I work in healthcare IT. ICU beds are expensive. They try to keep them at 85-95% capacity at all times. They are always 'almost full'. Some smaller hospitals will only have 4 or 5 ICU beds and that's normal. It's not profitable to have a bunch of expensive equipment and nurses set up just waiting. They will have extra beds and nurses and the like ready to go on the fly to toss more people in beds as needed. Hospitals, even 'non-profits', care about money. They need to pay their CEOs millions and they can't afford that if they have massive, unused wards set up.
Remember the Hospital Ship, when we see that on duty somewhere, I'll believe it.
It's just there to increase hysteria.
Sadly, 99% of people I know personally plays into this shit.
Like marionettes on a tug.
Our local hospitals are near 90% capacity, but only 5-10% of weekly patients are Covid-related.
But also, Trump showed us there's a 1000-bed hospital barge waiting in reserve that can move from coast to coast in 5 days.
The bottleneck is going to be staffing. No use having a "bed" without trained staff to attend the patient. Hospitals were first laying off staff because facilities were UNDER-used (as seen in the many "empty hospital" videos that kept getting taken down), and now they are further reducing staff both voluntarily and involuntarily via the new mandates.
All hospitals have rooms with vent systems with either positive or negative air pressure to isolate contagious with patients and protect sterile environments.

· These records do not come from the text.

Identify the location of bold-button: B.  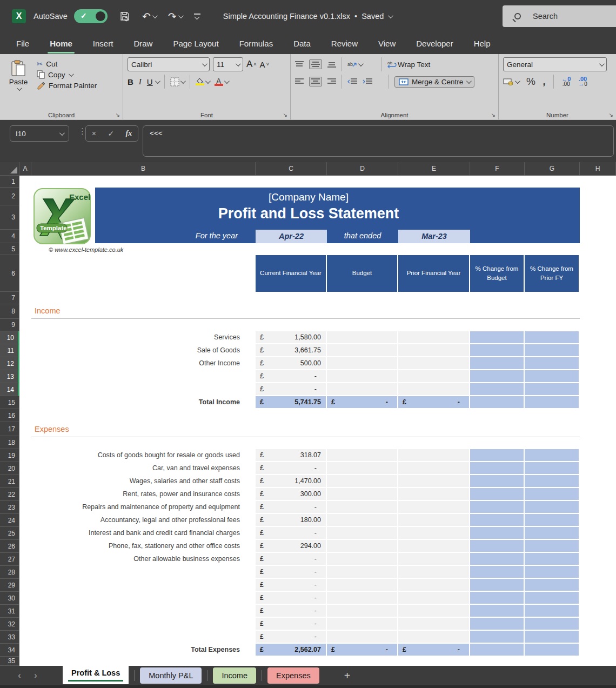
(131, 82).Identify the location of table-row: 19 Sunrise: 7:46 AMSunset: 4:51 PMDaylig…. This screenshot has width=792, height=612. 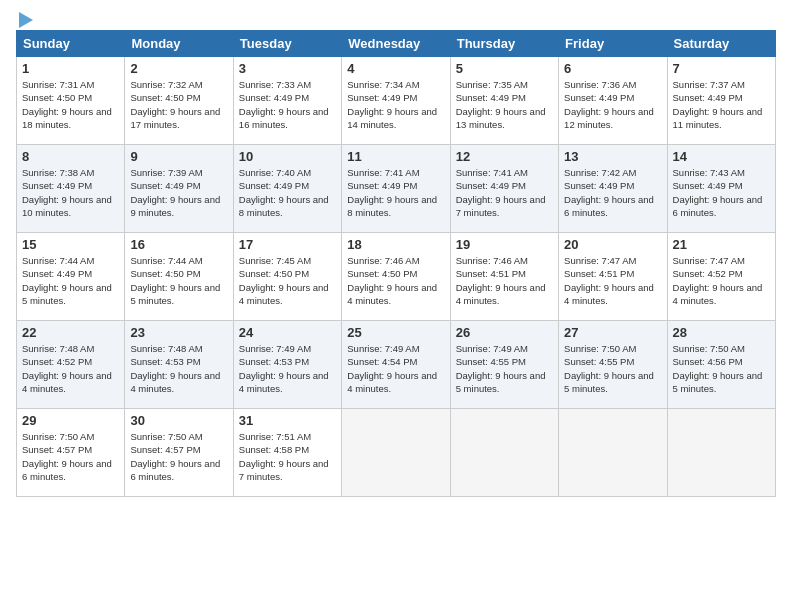
(504, 277).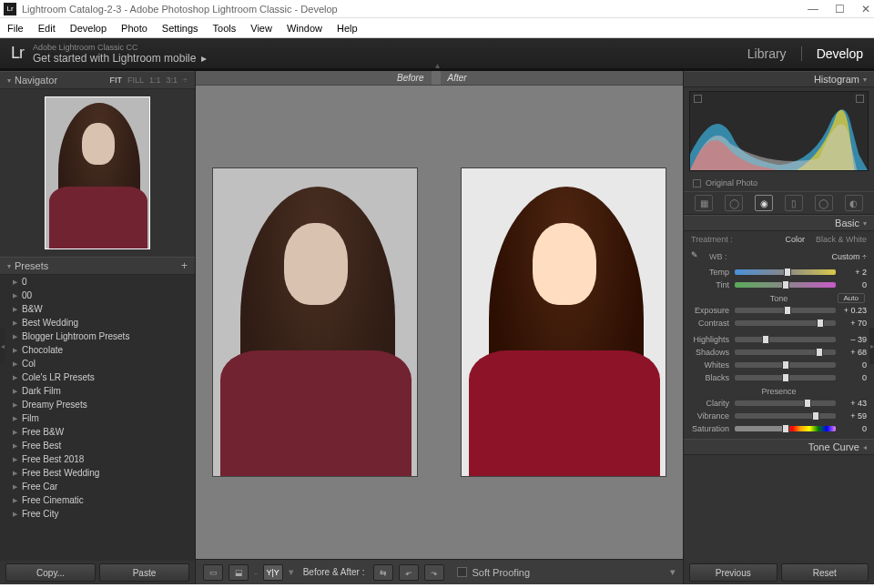  I want to click on preset-item: ▶Chocolate, so click(97, 350).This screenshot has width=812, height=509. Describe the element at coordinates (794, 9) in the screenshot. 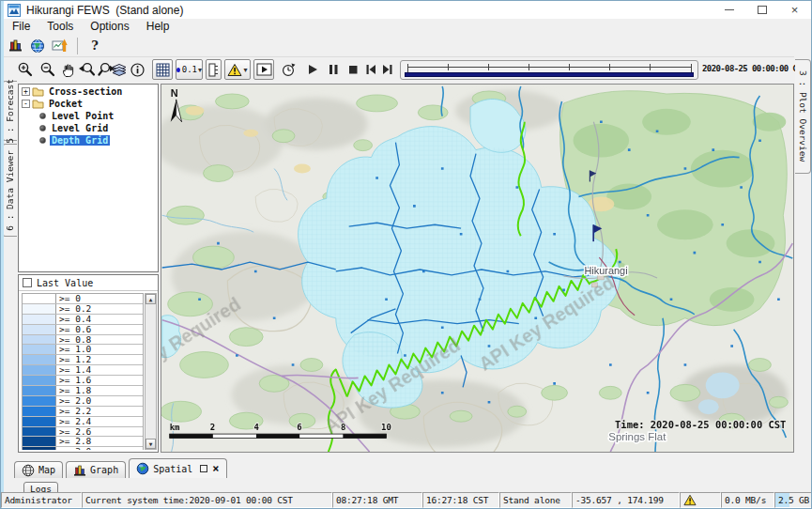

Also, rooms have UV sterilizers, I’m not sure if all hospitals do that. The one I worked at did.
Many hospitals have rooms that can be converted to an ICU. The problem is that hospitals are always understaffed. Always.
Also different hospitals have different capacity. For example, Texas has 400 hospitals, but 200 of them are rural with less than 4 physical rooms. Other hospitals have hundreds of rooms. 3 Covid patients, 1 non Covid patient in a 4 bed hospital will be 75% Covid at 100% capacity.
Of course a rural hospital will send a seriously ill person to a big city hospital ICU. So big city hospitals are full of ICU patients from across city and sometimes across the state.